1.3 The reciprocal causal action between materials

and

is the fact that their states of change are partly dependent on their relative locations and natures. The disconnection involved in spatial separation leads to reduction of such causal action to the transmission of stress across the bounding surface of contiguous materials. But what is contact? No two points are in contact. Thus the stress across a surface necessarily acts on some bulk of the material enclosed inside. To say that the stress acts on the immediately contiguous material is to assert infinitely small volumes. But there are no such things, only smaller and smaller volumes. Yet (with this point of view) it cannot be meant that the surface acts on the interior.

Certainly stress has the same claim to be regarded as an essential physical quantity as have momentum and kinetic energy. But no intelligible account of its meaning is to be extracted from the concept of the continuous distribution of diverse (because extended) entities through space as an ultimate scientific fact. At some stage in our account of stress we are driven to the concept of any extended quantity of material as a single unity whose nature is partly explicable in terms of its surface stress.

1.4 In biology the concept of an organism cannot be expressed in terms of a material distribution at an instant. The essence of an organism is that it is one thing which functions and is spread through space. Now functioning takes time. Thus a biological organism is a unity with a spatio-temporal extension which is of the essence of its being. This biological conception is obviously incompatible with the traditional ideas. This argument does not in any way depend on the assumption that biological phenomena belong to a different category to other physical phenomena. The essential point of the criticism on traditional concepts which has occupied us so far is that the concept of unities, functioning and with spatio-temporal extensions, cannot be extruded from physical concepts. The only reason for the introduction of biology is that in these sciences the same necessity becomes more clear.

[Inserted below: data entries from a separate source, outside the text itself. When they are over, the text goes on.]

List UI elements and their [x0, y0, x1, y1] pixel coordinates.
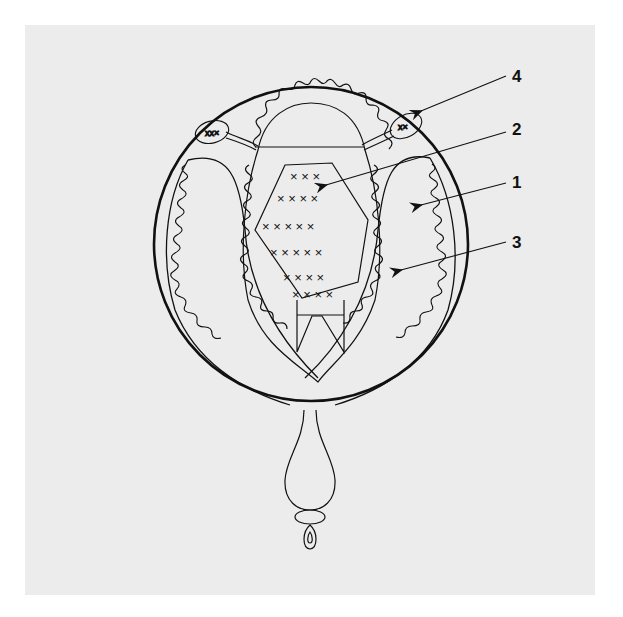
right-cilia — [396, 164, 446, 338]
svg-text:× × × ×: × × × × — [283, 270, 324, 285]
diagram-drawing: xx× x× × × × × × × × × × × × × × × × × ×… — [0, 0, 623, 617]
svg-text:× × × ×: × × × × — [277, 191, 318, 206]
leader-lines — [326, 76, 506, 270]
label-2: 2 — [512, 120, 521, 140]
central-stalk — [297, 300, 344, 352]
svg-text:x×: x× — [398, 122, 408, 132]
svg-text:× × × ×: × × × × — [292, 287, 333, 302]
left-cilia — [171, 165, 221, 339]
svg-text:× × ×: × × × — [290, 169, 320, 184]
hexagonal-plate: × × × × × × × × × × × × × × × × × × × × … — [255, 163, 368, 302]
label-1: 1 — [512, 173, 521, 193]
pendant — [285, 410, 335, 549]
svg-text:× × × × ×: × × × × × — [262, 219, 314, 234]
label-4: 4 — [512, 67, 521, 87]
svg-text:xx×: xx× — [205, 128, 219, 138]
left-attachment: xx× — [193, 117, 258, 150]
right-lobe — [305, 157, 455, 405]
label-3: 3 — [512, 233, 521, 253]
svg-text:× × × × ×: × × × × × — [270, 245, 322, 260]
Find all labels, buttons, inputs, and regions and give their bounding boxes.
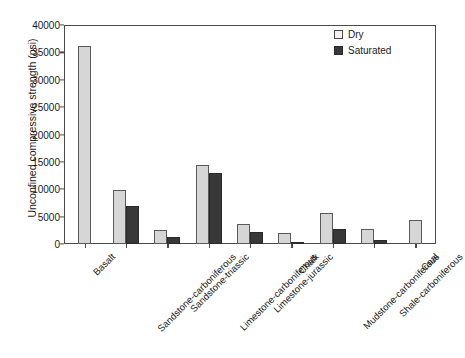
y-axis-tick-label: 20000: [0, 129, 60, 140]
legend-label-saturated: Saturated: [348, 45, 391, 56]
bar-saturated[interactable]: [291, 242, 304, 244]
legend-swatch-saturated-icon: [334, 46, 343, 55]
bar-dry[interactable]: [113, 190, 126, 244]
bar-saturated[interactable]: [333, 229, 346, 244]
x-axis-tick-mark: [374, 244, 375, 248]
y-axis-tick-label: 25000: [0, 102, 60, 113]
bar-saturated[interactable]: [374, 240, 387, 244]
y-axis-tick-label: 35000: [0, 47, 60, 58]
y-axis-tick-label: 10000: [0, 184, 60, 195]
bar-dry[interactable]: [196, 165, 209, 244]
x-axis-tick-label: Sandstone-carboniferous: [155, 251, 238, 334]
legend: Dry Saturated: [334, 29, 391, 61]
x-axis-tick-mark: [126, 244, 127, 248]
bar-dry[interactable]: [361, 229, 374, 244]
legend-item-saturated[interactable]: Saturated: [334, 45, 391, 56]
x-axis-tick-label: Basalt: [90, 251, 116, 277]
bar-dry[interactable]: [237, 224, 250, 244]
bar-dry[interactable]: [409, 220, 422, 244]
y-axis-tick-label: 5000: [0, 211, 60, 222]
bar-saturated[interactable]: [167, 237, 180, 244]
bar-dry[interactable]: [154, 230, 167, 244]
y-axis-tick-label: 40000: [0, 20, 60, 31]
x-axis-tick-mark: [250, 244, 251, 248]
bar-dry[interactable]: [320, 213, 333, 244]
x-axis-tick-mark: [291, 244, 292, 248]
y-axis-tick-label: 0: [0, 239, 60, 250]
bar-dry[interactable]: [78, 46, 91, 244]
bar-saturated[interactable]: [250, 232, 263, 244]
x-axis-tick-mark: [415, 244, 416, 248]
legend-label-dry: Dry: [348, 29, 364, 40]
bar-saturated[interactable]: [209, 173, 222, 244]
legend-swatch-dry-icon: [334, 30, 343, 39]
legend-item-dry[interactable]: Dry: [334, 29, 391, 40]
x-axis-tick-mark: [333, 244, 334, 248]
y-axis-tick-label: 15000: [0, 156, 60, 167]
x-axis-tick-mark: [167, 244, 168, 248]
x-axis-tick-mark: [85, 244, 86, 248]
bar-saturated[interactable]: [126, 206, 139, 244]
y-axis-tick-label: 30000: [0, 74, 60, 85]
x-axis-tick-mark: [209, 244, 210, 248]
bar-dry[interactable]: [278, 233, 291, 244]
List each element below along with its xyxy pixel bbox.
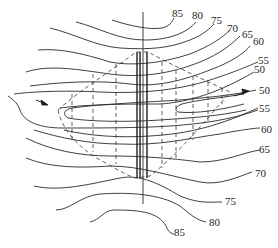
outflow-arrow-icon [242, 89, 249, 94]
central-structure [137, 12, 147, 204]
contour-diagram: 85 80 75 70 65 60 55 50 50 55 60 65 70 7… [0, 0, 278, 248]
contour-map-svg: 85 80 75 70 65 60 55 50 50 55 60 65 70 7… [0, 0, 278, 248]
label-60-right: 60 [261, 123, 273, 135]
label-50-right: 50 [259, 84, 271, 96]
label-65-right: 65 [259, 143, 271, 155]
inflow-arrow-icon [41, 100, 48, 105]
contour-80-top [76, 22, 196, 40]
contour-lines-top [14, 18, 258, 108]
label-75-right: 75 [225, 195, 237, 207]
contour-65-top [26, 36, 240, 76]
label-85-top: 85 [172, 7, 184, 19]
dashed-region [58, 52, 230, 178]
contour-85-bottom [90, 210, 174, 234]
contour-50-top [60, 72, 254, 108]
label-80-top: 80 [192, 9, 204, 21]
contour-55-top [14, 62, 258, 94]
label-50-top: 50 [254, 63, 266, 75]
contour-70-bottom [26, 158, 252, 183]
label-75-top: 75 [211, 14, 223, 26]
label-55-right: 55 [259, 102, 271, 114]
label-70-top: 70 [227, 22, 239, 34]
label-60-top: 60 [253, 35, 265, 47]
label-70-right: 70 [255, 167, 267, 179]
label-65-top: 65 [242, 28, 254, 40]
label-85-bottom: 85 [174, 226, 186, 238]
label-80-right: 80 [209, 216, 221, 228]
contour-70-top [38, 30, 230, 64]
diamond-boundary-lower [58, 92, 230, 178]
contour-loops [8, 90, 258, 128]
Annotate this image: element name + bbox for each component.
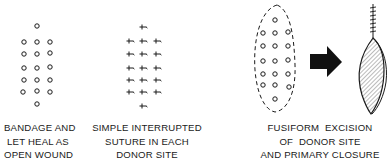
caption-fusiform-excision: FUSIFORM EXCISION OF DONOR SITE AND PRIM…	[255, 121, 385, 162]
caption-line: BANDAGE AND	[4, 121, 72, 135]
open-wound-dot-grid	[21, 24, 52, 106]
caption-line: OPEN WOUND	[4, 148, 72, 162]
caption-line: AND PRIMARY CLOSURE	[255, 148, 385, 162]
suture-grid	[127, 25, 162, 109]
caption-line: DONOR SITE	[87, 148, 207, 162]
caption-open-wound: BANDAGE AND LET HEAL AS OPEN WOUND	[4, 121, 72, 162]
fusiform-dot-grid	[261, 18, 291, 101]
right-arrow-icon	[310, 46, 342, 77]
caption-line: SUTURE IN EACH	[87, 135, 207, 149]
primary-closure-illustration	[359, 4, 386, 114]
caption-line: SIMPLE INTERRUPTED	[87, 121, 207, 135]
caption-line: OF DONOR SITE	[255, 135, 385, 149]
caption-line: FUSIFORM EXCISION	[255, 121, 385, 135]
caption-simple-interrupted-suture: SIMPLE INTERRUPTED SUTURE IN EACH DONOR …	[87, 121, 207, 162]
caption-line: LET HEAL AS	[4, 135, 72, 149]
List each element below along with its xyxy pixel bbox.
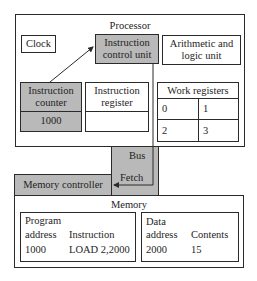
connector-layer xyxy=(0,0,257,281)
counter-to-control-arrow xyxy=(50,47,93,82)
control-to-memory-controller-arrow xyxy=(114,64,153,185)
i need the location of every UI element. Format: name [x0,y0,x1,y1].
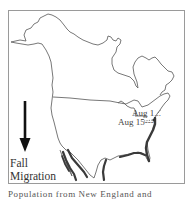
route-gulf-coast [120,153,145,157]
coastline-gulf [62,118,155,178]
legend-line-2: Migration [10,170,56,183]
route-mexico-gulf [103,160,106,180]
legend-fall-migration: Fall Migration [10,157,56,183]
coastline-labrador [133,56,174,95]
map-caption: Population from New England and [8,189,152,199]
border-us-canada [53,96,160,107]
arrow-down-icon [20,101,31,152]
coastline-west [11,42,62,146]
date-label-aug15: Aug 15--- [118,117,154,127]
coastline-north [11,14,138,88]
legend-line-1: Fall [10,157,56,170]
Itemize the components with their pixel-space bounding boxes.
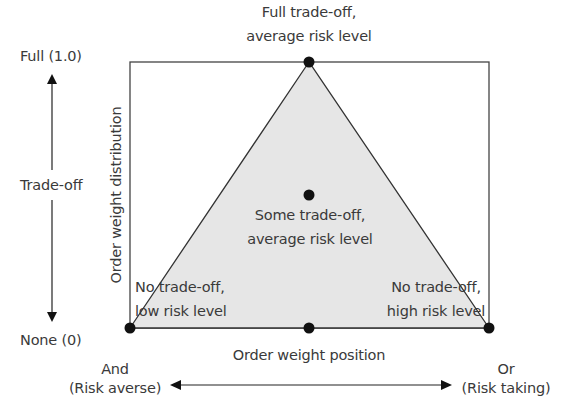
center-point (304, 190, 315, 201)
bottom-mid-point (304, 323, 315, 334)
x-axis-title: Order weight position (233, 345, 386, 365)
x-left-label: And (Risk averse) (69, 360, 161, 398)
left-label-line1: No trade-off, (135, 277, 227, 297)
arrow-down-icon (47, 312, 57, 322)
y-bottom-label: None (0) (20, 330, 81, 350)
right-point (484, 323, 495, 334)
center-label-line2: average risk level (247, 229, 372, 249)
apex-label: Full trade-off, average risk level (246, 2, 371, 46)
right-point-label: No trade-off, high risk level (387, 277, 485, 321)
right-label-line2: high risk level (387, 301, 485, 321)
y-axis-title: Order weight distribution (106, 107, 126, 284)
x-left-line2: (Risk averse) (69, 379, 161, 398)
y-middle-label: Trade-off (20, 175, 82, 195)
x-left-line1: And (69, 360, 161, 379)
center-label: Some trade-off, average risk level (247, 205, 372, 249)
x-right-line1: Or (462, 360, 551, 379)
apex-point (304, 57, 315, 68)
left-label-line2: low risk level (135, 301, 227, 321)
x-right-line2: (Risk taking) (462, 379, 551, 398)
arrow-left-icon (170, 380, 181, 390)
center-label-line1: Some trade-off, (247, 205, 372, 225)
arrow-up-icon (47, 74, 57, 84)
arrow-right-icon (441, 380, 452, 390)
y-top-label: Full (1.0) (20, 46, 82, 66)
left-point-label: No trade-off, low risk level (135, 277, 227, 321)
x-right-label: Or (Risk taking) (462, 360, 551, 398)
right-label-line1: No trade-off, (387, 277, 485, 297)
left-point (125, 323, 136, 334)
apex-label-line1: Full trade-off, (246, 2, 371, 22)
apex-label-line2: average risk level (246, 26, 371, 46)
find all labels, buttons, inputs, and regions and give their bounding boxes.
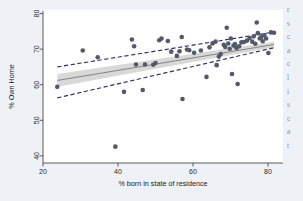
text-fragment: s <box>287 98 303 112</box>
data-point <box>264 36 269 41</box>
data-point <box>95 55 100 60</box>
data-point <box>80 48 85 53</box>
x-tick-label: 80 <box>264 168 272 175</box>
data-point <box>153 61 158 66</box>
data-point <box>166 39 171 44</box>
data-point <box>177 49 182 54</box>
y-axis-title: % Own Home <box>7 64 16 108</box>
data-point <box>159 36 164 41</box>
data-point <box>230 72 235 77</box>
text-fragment: s <box>287 17 303 31</box>
text-fragment: r <box>287 3 303 17</box>
data-point <box>214 63 219 68</box>
figure-container: 405060708020406080% born in state of res… <box>0 0 303 201</box>
data-point <box>235 82 240 87</box>
text-fragment: a <box>287 125 303 139</box>
data-point <box>272 30 277 35</box>
text-fragment: c <box>287 112 303 126</box>
data-point <box>256 31 261 36</box>
data-point <box>169 49 174 54</box>
data-point <box>213 39 218 44</box>
data-point <box>122 90 127 95</box>
x-axis-title: % born in state of residence <box>118 179 207 188</box>
data-point <box>140 88 145 93</box>
data-point <box>253 42 258 47</box>
text-fragment: i <box>287 85 303 99</box>
data-point <box>254 20 259 25</box>
data-point <box>192 50 197 55</box>
data-point <box>180 97 185 102</box>
data-point <box>175 54 180 59</box>
data-point <box>132 44 137 49</box>
data-point <box>187 48 192 53</box>
y-tick-label: 50 <box>34 116 41 124</box>
data-point <box>229 36 234 41</box>
text-fragment: c <box>287 57 303 71</box>
data-point <box>130 37 135 42</box>
data-point <box>218 52 223 57</box>
data-point <box>199 48 204 53</box>
x-tick-label: 40 <box>114 168 122 175</box>
confidence-band <box>57 42 274 87</box>
data-point <box>134 62 139 67</box>
data-point <box>266 51 271 56</box>
data-point <box>207 45 212 50</box>
y-tick-label: 70 <box>34 45 41 53</box>
adjacent-text-column: rscacliscat <box>287 0 303 201</box>
x-tick-label: 20 <box>39 168 47 175</box>
text-fragment: l <box>287 71 303 85</box>
data-point <box>113 144 118 149</box>
text-fragment: t <box>287 139 303 153</box>
data-point <box>237 44 242 49</box>
y-tick-label: 40 <box>34 152 41 160</box>
data-point <box>233 42 238 47</box>
y-tick-label: 80 <box>34 10 41 18</box>
data-point <box>55 85 60 90</box>
data-point <box>204 75 209 80</box>
x-tick-label: 60 <box>189 168 197 175</box>
scatter-chart: 405060708020406080% born in state of res… <box>0 0 303 201</box>
y-tick-label: 60 <box>34 81 41 89</box>
data-point <box>224 25 229 30</box>
data-point <box>251 34 256 39</box>
text-fragment: a <box>287 44 303 58</box>
data-point <box>143 62 148 67</box>
data-point <box>226 41 231 46</box>
data-point <box>179 35 184 40</box>
data-point <box>227 46 232 51</box>
text-fragment: c <box>287 30 303 44</box>
data-point <box>223 45 228 50</box>
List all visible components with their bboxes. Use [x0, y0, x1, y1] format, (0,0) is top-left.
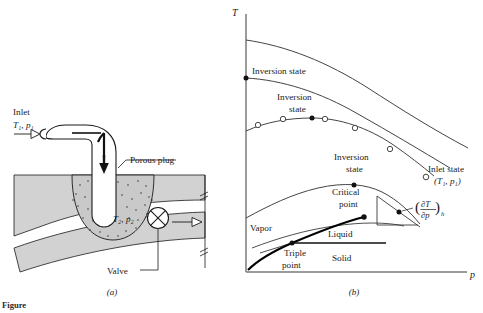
- panel-a-throttling-apparatus: Inlet T₁, p₁ Porous plug T₂, p₂ Valve (a…: [0, 0, 241, 313]
- label-triple-point-line1: Triple: [284, 248, 306, 258]
- marker-jt-coefficient: [397, 210, 402, 215]
- apparatus-svg: Inlet T₁, p₁ Porous plug T₂, p₂ Valve (a…: [0, 0, 241, 313]
- isenthalpic-curve-middle: [246, 118, 434, 176]
- label-inlet: Inlet: [13, 107, 30, 117]
- panel-b-tp-diagram: T p: [222, 0, 483, 313]
- label-inlet-state-line1: Inlet state: [428, 164, 464, 174]
- jt-numerator: ∂T: [421, 199, 431, 209]
- label-exit-state: T₂, p₂: [113, 214, 134, 224]
- marker-triple-point: [290, 241, 295, 246]
- y-axis-label: T: [232, 7, 239, 18]
- tp-diagram-svg: T p: [222, 0, 483, 313]
- chart-markers-filled: [244, 76, 402, 246]
- label-triple-point-line2: point: [282, 260, 301, 270]
- label-inversion-state-1: Inversion state: [252, 66, 306, 76]
- label-porous-plug: Porous plug: [130, 155, 175, 165]
- valve-circle-x-icon: [148, 208, 169, 229]
- inlet-arrow-icon: [14, 130, 40, 139]
- chart-axes: [246, 14, 467, 272]
- label-jt-coefficient: ( ∂T ∂p ) h: [415, 199, 445, 220]
- marker-critical-point: [361, 214, 366, 219]
- jt-subscript: h: [441, 210, 445, 217]
- label-inlet-state: T₁, p₁: [13, 120, 34, 130]
- label-inlet-state-line2: (T₁, p₁): [434, 176, 461, 186]
- label-critical-point-line1: Critical: [332, 187, 360, 197]
- label-region-solid: Solid: [332, 253, 352, 263]
- figure-caption-number: Figure: [2, 300, 26, 310]
- label-region-vapor: Vapor: [250, 223, 272, 233]
- svg-text:(: (: [415, 199, 420, 216]
- label-critical-point-line2: point: [339, 199, 358, 209]
- panel-a-caption: (a): [107, 287, 118, 297]
- label-valve: Valve: [107, 266, 128, 276]
- label-inversion-state-3-line2: state: [346, 164, 363, 174]
- marker-inlet-state: [423, 174, 429, 180]
- chart-markers-open: [255, 116, 428, 180]
- label-region-liquid: Liquid: [328, 229, 353, 239]
- marker-inversion-state-1: [244, 76, 249, 81]
- jt-denominator: ∂p: [421, 210, 430, 220]
- marker-inversion-state-2: [310, 116, 315, 121]
- figure-root: Inlet T₁, p₁ Porous plug T₂, p₂ Valve (a…: [0, 0, 483, 313]
- x-axis-label: p: [469, 269, 475, 280]
- label-inversion-state-3-line1: Inversion: [334, 152, 369, 162]
- label-inversion-state-2-line1: Inversion: [277, 92, 312, 102]
- panel-b-caption: (b): [349, 287, 360, 297]
- label-inversion-state-2-line2: state: [289, 104, 306, 114]
- svg-text:): ): [435, 199, 440, 216]
- figure-caption: Figure: [2, 300, 481, 313]
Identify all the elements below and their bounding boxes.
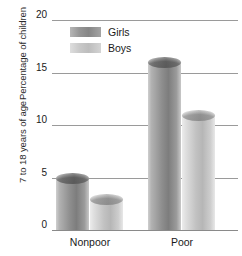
y-axis-title-line2: 7 to 18 years of age (17, 101, 28, 183)
bar-cap-shading (182, 110, 215, 121)
y-tick-label-0: 0 (41, 219, 47, 230)
bar-body (182, 115, 215, 231)
bar-cap-shading (90, 194, 123, 205)
bar-chart: Percentage of children 7 to 18 years of … (0, 0, 242, 256)
y-tick-label-5: 5 (41, 167, 47, 178)
bar-cap-shading (56, 173, 89, 184)
gridline-0-baseline (52, 230, 238, 231)
y-axis-title-line1: Percentage of children (17, 7, 28, 100)
bar-poor-boys (182, 110, 215, 231)
x-category-label-nonpoor: Nonpoor (52, 236, 128, 248)
legend-item-boys: Boys (70, 42, 131, 54)
y-tick-label-10: 10 (36, 114, 47, 125)
bar-body (148, 62, 181, 230)
x-category-label-poor: Poor (144, 236, 220, 248)
bar-body (56, 178, 89, 231)
bar-nonpoor-girls (56, 173, 89, 231)
legend-swatch-boys-icon (70, 43, 101, 53)
legend-label-boys: Boys (108, 42, 131, 54)
y-tick-label-15: 15 (36, 62, 47, 73)
bar-cap-shading (148, 57, 181, 68)
gridline-20 (52, 20, 238, 21)
gridline-15 (52, 73, 238, 74)
bar-poor-girls (148, 57, 181, 230)
y-tick-label-20: 20 (36, 9, 47, 20)
legend-swatch-girls-icon (70, 27, 101, 37)
legend-label-girls: Girls (108, 26, 130, 38)
legend-item-girls: Girls (70, 26, 131, 38)
bar-nonpoor-boys (90, 194, 123, 231)
y-axis-title: Percentage of children 7 to 18 years of … (5, 15, 39, 175)
legend: Girls Boys (70, 26, 131, 54)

1.5 The fundamental assumption to be elaborated in the course of this enquiry is that the ultimate facts of nature, in terms of which all physical and biological explanation must be expressed, are events connected by their spatio-temporal relations, and that these relations are in the main reducible to the property of events that they can contain (or extend over) other events which are parts of them. In other words, in the place of emphasising space and time in their capacity of disconnecting, we shall build up an account of their complex essences as derivative from the ultimate ways in which those things, ultimate in science, are interconnected. In this way the data of science, those concepts in terms of which all scientific explanation must be expressed, will be more clearly apprehended. But before proceeding to our constructive task, some further realisation of the perplexities introduced by the traditional concepts is necessary.